Saturday, December 22, 2012

Tough Love


During this year of blogs, I have told a lot of stories about my father.  His presence consumed my childhood.  He was difficult, strict, judgmental, and closed-minded.  It made growing up very difficult.  As a child, you are hardwired to want to please your parents and there was just no pleasing him.  When I got straight As he would complain that there was no room for improvement.  A 97 on an exam was not acceptable if someone else achieved a 98.  If I had a triumphant piano performance he would ask what I was going to do tomorrow to top it.  He had a short fuse that could ignite without warning.  Whoa be to he who became caught in his crosshairs. 

Despite how hard he was on me, I never doubted that he loved me with every inch of his being.  This was obvious when I met any of his friends, who seemed, over the years, to know more about my accomplishments than my father ever acknowledged to my face.  They must have doubted the existence of the far-away daughter who led a charmed life of top schools, glamorous concert venues, and the fast pace of corporate life.  He made me sound unreal.  It took well into my 40s before he would ever admit that he was proud of me.

I remember when I was very young—the only girl of my family’s generation—having a very peculiar exchange with my father.   Pointedly, he made me promise that no matter what, I would always be his little girl.   He made me say it, “I promise I will always be your little girl.”  Then he underscored it by saying, “Someday you will want to tell me that you aren’t my little girl any more.  You can NEVER say that now.”  At the time, it seemed like a ridiculous conversation to me.  I was oblivious to the manipulative undertones of such a statement, but he understood what I was then too young to understand.  The day would come when I could no longer be held to that promise. 

My father loved testing people.  A man of strong and slanted positions, he would try to outwit people in arguments, proving that his opinions were right.  He would twist things so that even when he was dead wrong, he retained the ability to justify his own righteousness to himself.  He had a way of creating conflict where none was necessary—feeling at his most comfortable and superior in the throes of verbal battle.  What he perceived as his greatest strength, I came to recognize as his greatest weakness.  His scheme went awry when my husband entered the picture.  Tom was a man of his own mind, not subject to the power my father had cultivated over his family.   My father tried again and again to dominate us, or to divide us against each other.  My father was never able to convince my husband to take his side against me.   It was the end of a relationship based on manipulation and dominance.  Inevitably, my father had to be told, “I am not your little girl anymore.”  It wounded him deeply, as I knew it would; however, when he recovered we began a different sort of relationship.  I won’t say that he ever saw me as an equal, but he did begin to see me as an adult.

Through the years, we had a lot of fun with my father.  My husband and he developed a close relationship of shared interests, including skiing and mixing the perfect dry martini.  My children anticipated a visit from ‘Grampa’ the way most kids look forward to Santa Claus.  They loved his excessive bear hugs and wrestling with him on the floor.  He loved to go to my son’s youth hockey games or to watch my daughter figure skate.  He was larger than life and full of laughs.  He turned to my husband for his extensive oral surgery needs, declaring my husband to be “the best doctor he knows.” 

We lost my father nearly three years ago, well before his time.  I will always remember vividly the challenges of being his daughter, but I also remember a man who loved with all his heart.  Even when I feared my father the most, I never doubted the depth of his love.  It was his way.  And as much as I wanted him to accept me for the person I am, I had to learn to love him as he was.  Strangely, that was the easy part.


* _PROBLEM_: An exact reproduction of the records is required, with all pictures omitted.

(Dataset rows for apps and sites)

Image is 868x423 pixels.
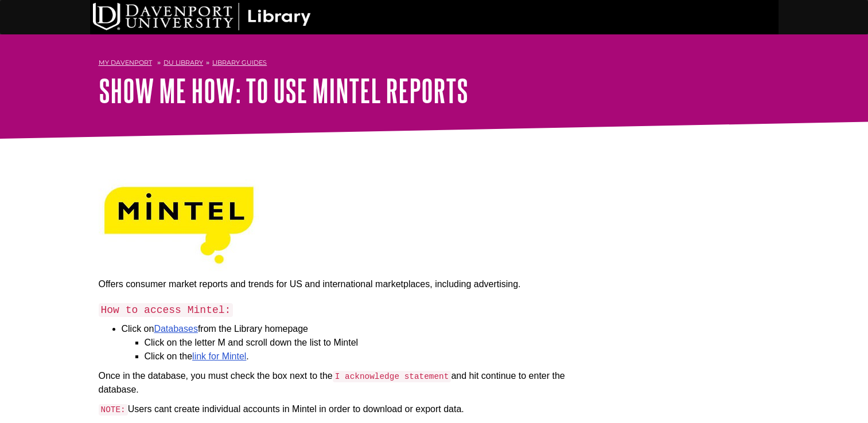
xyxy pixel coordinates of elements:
nav: breadcrumb [98,55,770,73]
a: Library Guides [212,58,267,66]
code: How to access Mintel: [98,303,233,317]
p: Once in the database, you must check the box next to the and hit continue to enter the database. [98,369,597,397]
p: Users cant create individual accounts in Mintel in order to download or export data. [98,403,597,417]
a: Databases [154,324,198,334]
img: mintel logo [98,180,259,272]
li: Click on the . [144,350,597,363]
a: link for Mintel [192,351,246,361]
p: Offers consumer market reports and trends for US and international marketplaces, including advert... [98,277,597,291]
code: I acknowledge statement [333,371,452,382]
li: Click on the letter M and scroll down the list to Mintel [144,336,597,350]
code: NOTE: [98,404,128,416]
a: Show Me How: To Use Mintel Reports [98,73,468,108]
a: DU Library [163,58,203,66]
li: Click on from the Library homepage [121,322,597,363]
a: My Davenport [98,58,152,68]
img: DU Library [93,3,311,31]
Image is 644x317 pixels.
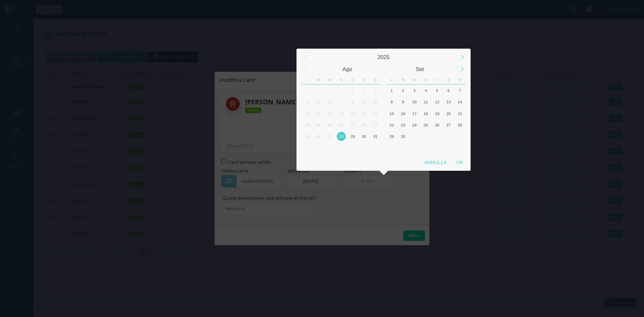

* _TASK RESPONSE_:
Image is 868x423 pixels.
xyxy pixel coordinates of elements:
nav: breadcrumb [98,55,770,73]
a: Library Guides [212,58,267,66]
code: How to access Mintel: [98,303,233,317]
p: Once in the database, you must check the box next to the and hit continue to enter the database. [98,369,597,397]
p: Users cant create individual accounts in Mintel in order to download or export data. [98,403,597,417]
a: Databases [154,324,198,334]
img: mintel logo [98,180,259,272]
li: Click on the . [144,350,597,363]
a: link for Mintel [192,351,246,361]
p: Offers consumer market reports and trends for US and international marketplaces, including advert... [98,277,597,291]
code: I acknowledge statement [333,371,452,382]
li: Click on the letter M and scroll down the list to Mintel [144,336,597,350]
code: NOTE: [98,404,128,416]
a: Show Me How: To Use Mintel Reports [98,73,468,108]
a: DU Library [163,58,203,66]
li: Click on from the Library homepage [121,322,597,363]
a: My Davenport [98,58,152,68]
img: DU Library [93,3,311,31]
Image is 644x317 pixels.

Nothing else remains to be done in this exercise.